Developed economies have destroyed all incentives to invest in diversification and security of supply of oil and gas driven by an ideological view of the world without having a feasible, abundant, and flexible alternative. Thus, when the United States administration imposes more restrictions on oil and gas investment and the European Union decides to reduce nuclear capacity and ban the development of domestic resources, all they have done is make their economies more dependent on foreign suppliers.
Western governments now demand that OPEC produce more while, at the same time, saying that their nations will not use fossil fuels in ten years. This is the imaginary deal that we, in the West, offer to oil and gas producing nations: “Dear oil and gas producers, you have to produce as much as we demand and sell it cheap, investing billions of dollars in development, but we will not use your product in ten years”. I imagine there is no rush to sign such a deal.
It is hard to believe that the global emerging market producers will be thrilled about the prospect of eliminating their energy exports only to import more “energy transition” engineering from developed nations.
According to OPEC sources, there could be a two-million barrel-per-day supply shock in the winter of 2023. Other analysts are more prudent but still see a market that is tight today and may be getting worse as the underinvestment toll becomes more apparent.
The entire bounce in oil prices since May is driven by the rushed decision of central banks to stop the monetary tightening before the inflation battle has ended and by the misguided decision to limit investments in domestic resources in the middle of a geopolitical battle without a clear alternative. Governments have created their own supply shock by placing ideological views in the energy industry. The alternatives are not evident yet; technology and availability have not been fully developed, but politicians have already decided when the transition must be completed.
Crude oil did not replace whale oil due to the decisions of environmentalists or politicians. Crude oil displaced other sources of energy because it was easier to store, produce, and transport. Crude oil and natural gas proved to be abundant, easy to manage, and economically efficient. This is the first time in human history that the energy transition has been decided by politicians without allowing technology, competition, or human ingenuity to come up with a better, more flexible, and more economical alternative. Renewables are great, but they are intermittent and volatile. We need to allow the world to produce alternatives when they can truly replace the current energy resources without destroying our lifestyle and economy.

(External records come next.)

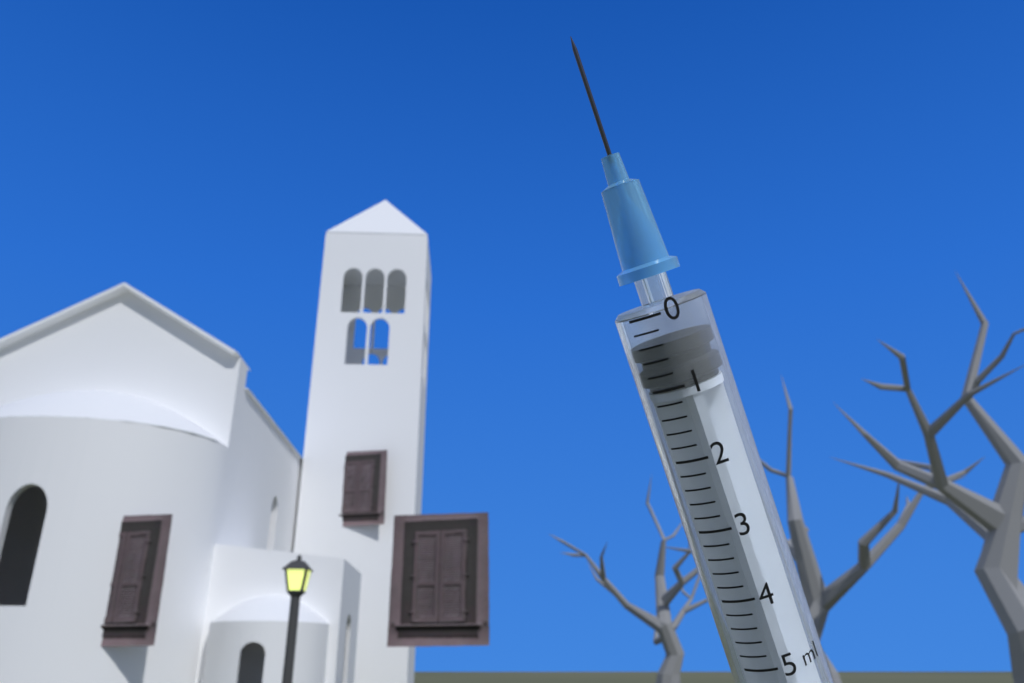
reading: 0.4 ml
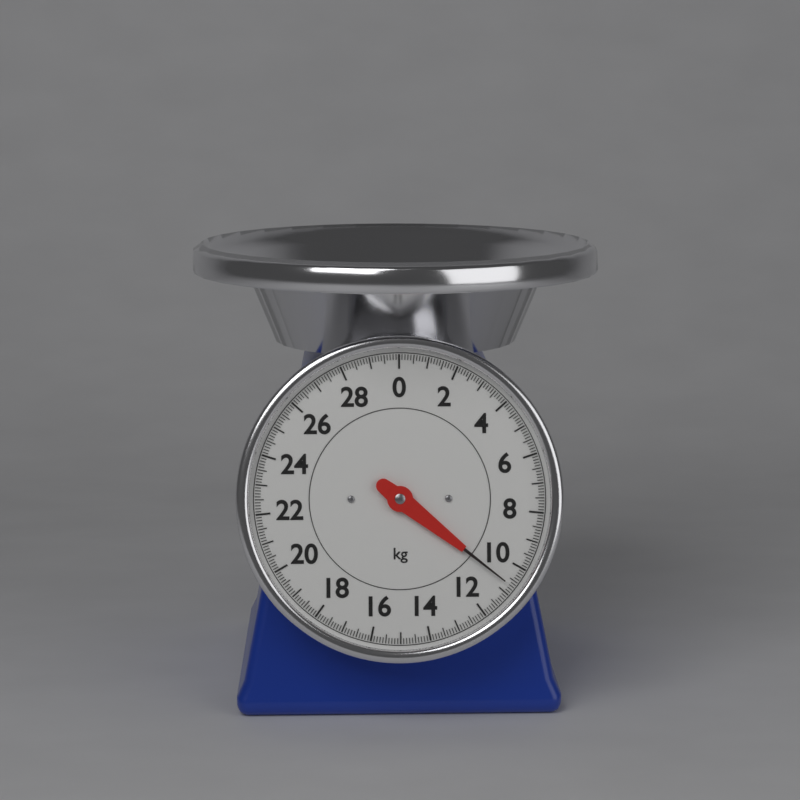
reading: 10.7 kg
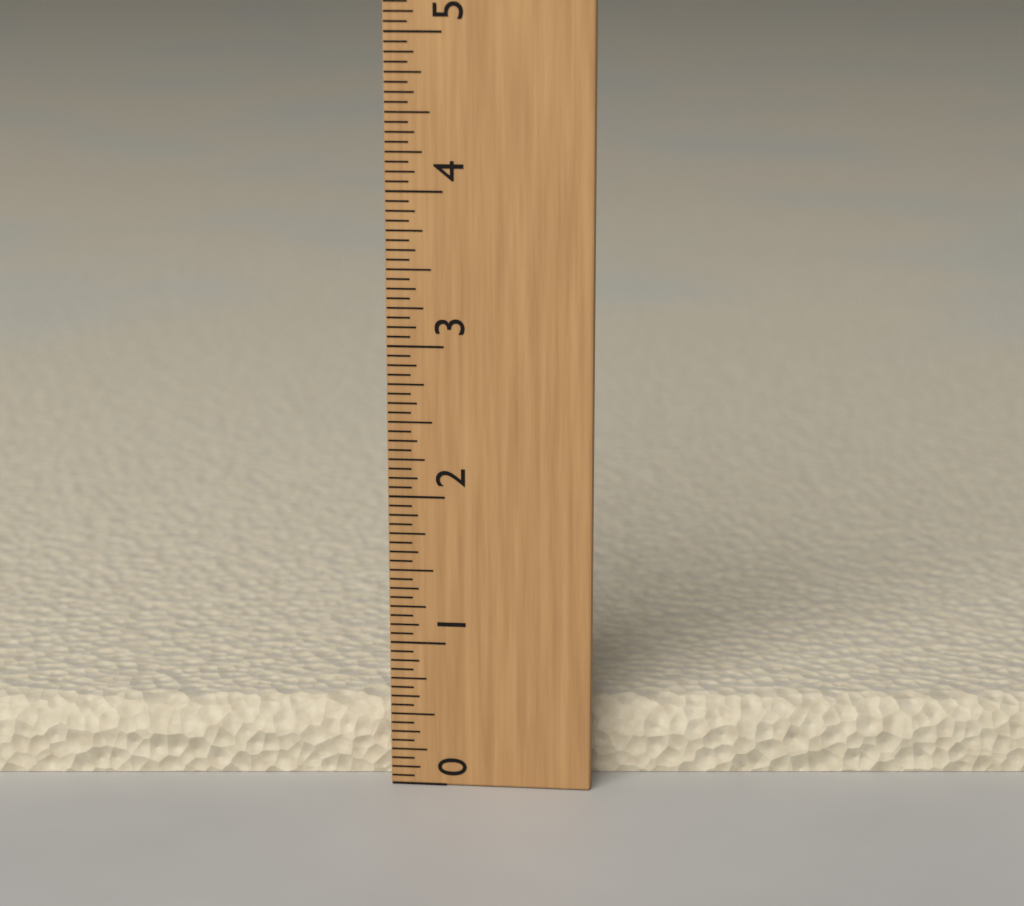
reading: 0.5000 (no unit)
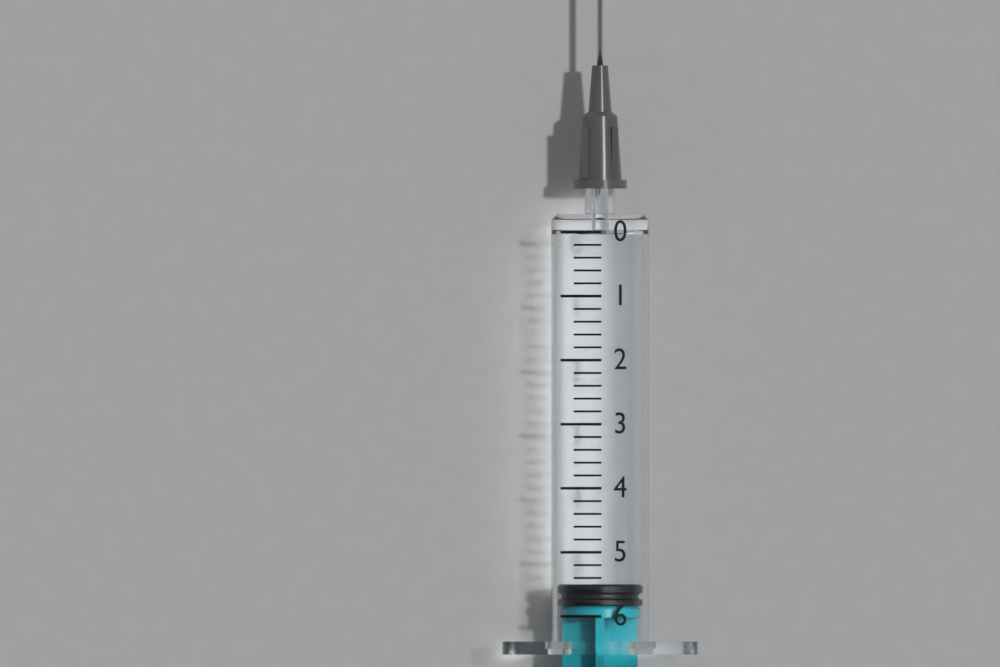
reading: 5.5 (no unit)
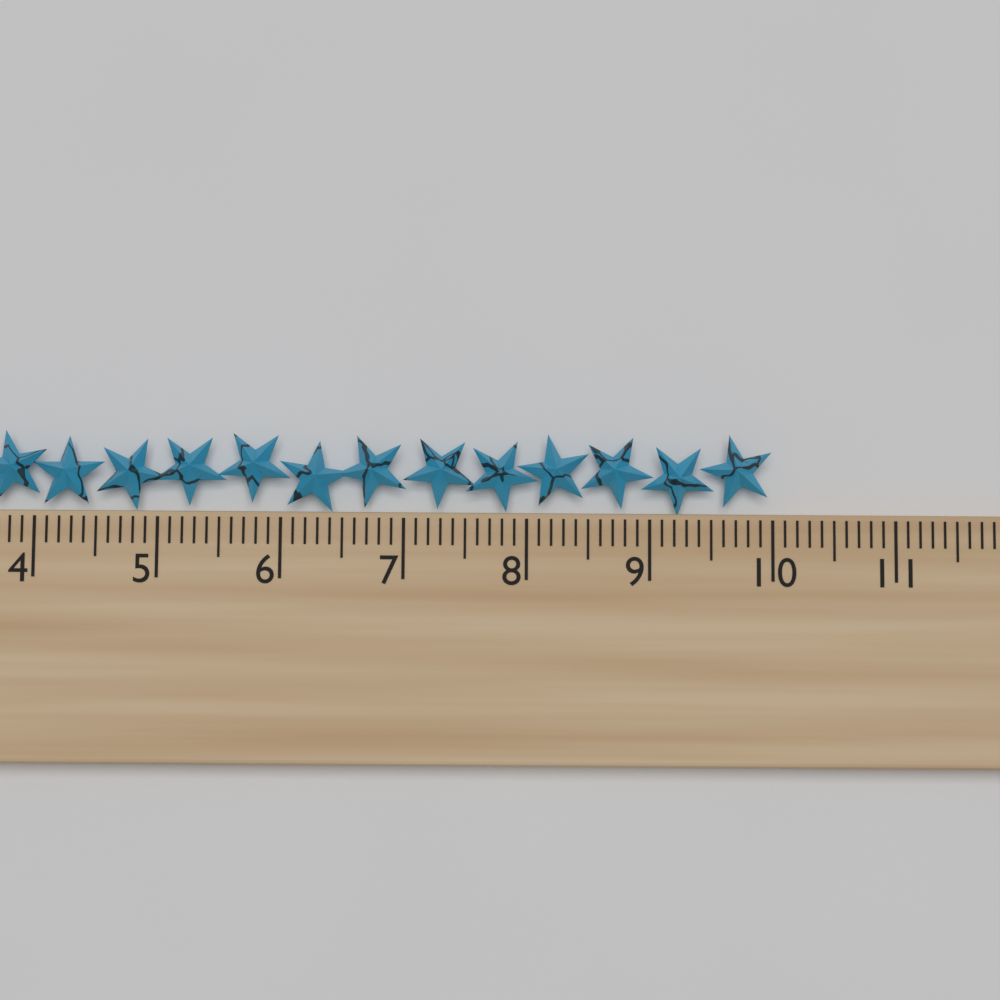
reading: 10.0 cm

We may blame OPEC for rising oil prices, but the fact is that they only react to weak demand and low prices. OPEC may increase production at its next meeting, but the reality is that the energy supply issues have been created by Western governments and may persist. Instead of allowing all sources of energy to compete and allocation of capital to generate the investments needed for security of supply and energy transition, what has happened is that we may have created an energy crisis by political design. The alternatives are not ready, and the domestic resources that could limit prices have been banned or severely limited.
The irony is that anyone who understands energy knows that there is no successful energy transition without natural gas and nuclear, and this requires incentives to invest in energy security. Governments will not back down, and they will prefer a decline in energy prices coming from a deep recession to an improvement coming from diversification and investment.
This may be yet another energy crisis created by political design. Unfortunately, instead of learning and changing, many developed nations’ policymakers will prefer to impose restrictions on consumers. Ultimately, the incorrect planning of this energy transition is not a question of energy sovereignty or climate change, but a way to control citizens. That is why many governments prefer to see soaring energy prices, because that will allow them to impose restrictions on consumers.